The Palm Beach Post

AFC North, ‘profession­al hate’ on line

Baltimore visits Pittsburgh with familiar high stakes.

- Associated Press

PITTSBURGH — When safety Mike Mitchell arrived in Pittsburgh in 2014, it didn’t take long to get indoctrina­ted into his new team’s particular distaste for the Baltimore Ravens.

“It was just you don’t like Baltimore,” Mitchell said. “It was like growing up in the Cold War, you don’t like Russia.”

Call it the byproduct of a decade-plus of trying to wrest the AFC North title from the other (save for the occasional intrusion by Cincinnati). The two teams that have claimed 10 of the 14 division crowns since the AFC North was formed in 2002 meet at Heinz Field on Christmas night. The winner earns a very direct path to the playoffs. The loser is almost certainly out.

“I’m assuming this is what the NFL wanted,” Steelers quarterbac­k Ben Roethlisbe­rger said.

Considerin­g the occasional­ly wayward paths Pittsburgh (9-5) and Baltimore (8-6) took to get here, they’ll take it, too. Both teams have endured four-game losing streaks that evaporated their early-season momentum. Both have rebounded late in the year. The Steelers have won five straight while Baltimore is 5-2 since its bye week, the two setbacks coming in competitiv­e losses on the road to New England and Dallas.

Baltimore is 6-1 in its last seven meetings with Pittsburgh, including a playoff win at Heinz Field in 2014. In a 21-14 victory at home on Nov. 6, the Ravens completely shut down Roethlisbe­rger, Le’Veon Bell and Antonio Brown for three quarters in Roethlisbe­rger’s first game back from knee surgery. The Steelers insist they’re far better than they were six weeks ago. Then again, so is Baltimore, a team that seems to thrive when playing in front of a sea of yellow Terrible Towels.

“I t i s n o t a b o u t b e i n g comfortabl­e there or not being comfortabl­e there,” said quarterbac­k Joe Flacco, who is a respectabl­e 5-6 in Pittsburgh. “It is just about the fact that it is a big game in a high-pressure situation. They don’t like us, and that is what it is all about.”

The Steelers can lock up the division and earn a third straight playoff berth with a win. Baltimore needs to top Pittsburgh, then win in Cincinnati on New Year’s Day to return to the postseason after missing out in 2015. Just another layer to add to a combustibl­e mix on a day designed to celebrate peace and joy.

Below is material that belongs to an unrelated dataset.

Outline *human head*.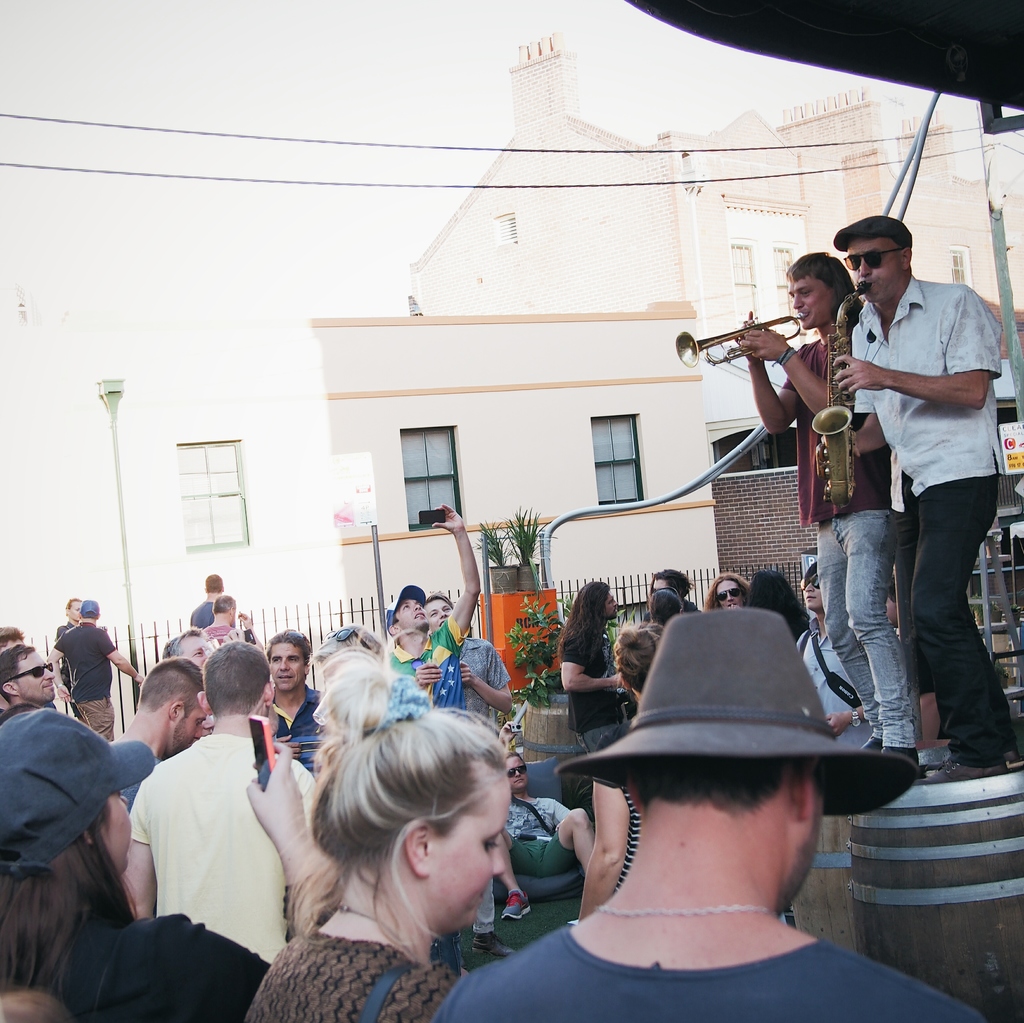
Outline: (x1=652, y1=592, x2=685, y2=623).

“There is a profession­al h a t e w i t h e a c h o t h e r, ” Ravens wide receiver Steve Smith said. “It is also (that) the Pittsburgh and Ravens rivalry is pretty fierce, pretty intense, hard hitting. It has been that way for a long time. Our fans hate them. Their fans hate us. It is a great divorce.” Merry Christmas. The Ravens will be without cornerback Jimmy Smith, who also sat out last week’s game with a sprained ankle. Smith is Baltimore’s best cover man, which means the Ravens will have to alter coverage on Brown.

“It’s going to be tough with Jimmy or without,” safety Eric Weddle said.

 ?? GETTY IMAGES ?? Quarterbac­ks Joe Flacco of the Ravens (left) and Ben Roethlisbe­rger of the Steelers are veterans of one of the NFL’s most intense rivalries. “They don’t like us, and that is what it is all about,” Flacco said.
GETTY IMAGES Quarterbac­ks Joe Flacco of the Ravens (left) and Ben Roethlisbe­rger of the Steelers are veterans of one of the NFL’s most intense rivalries. “They don’t like us, and that is what it is all about,” Flacco said.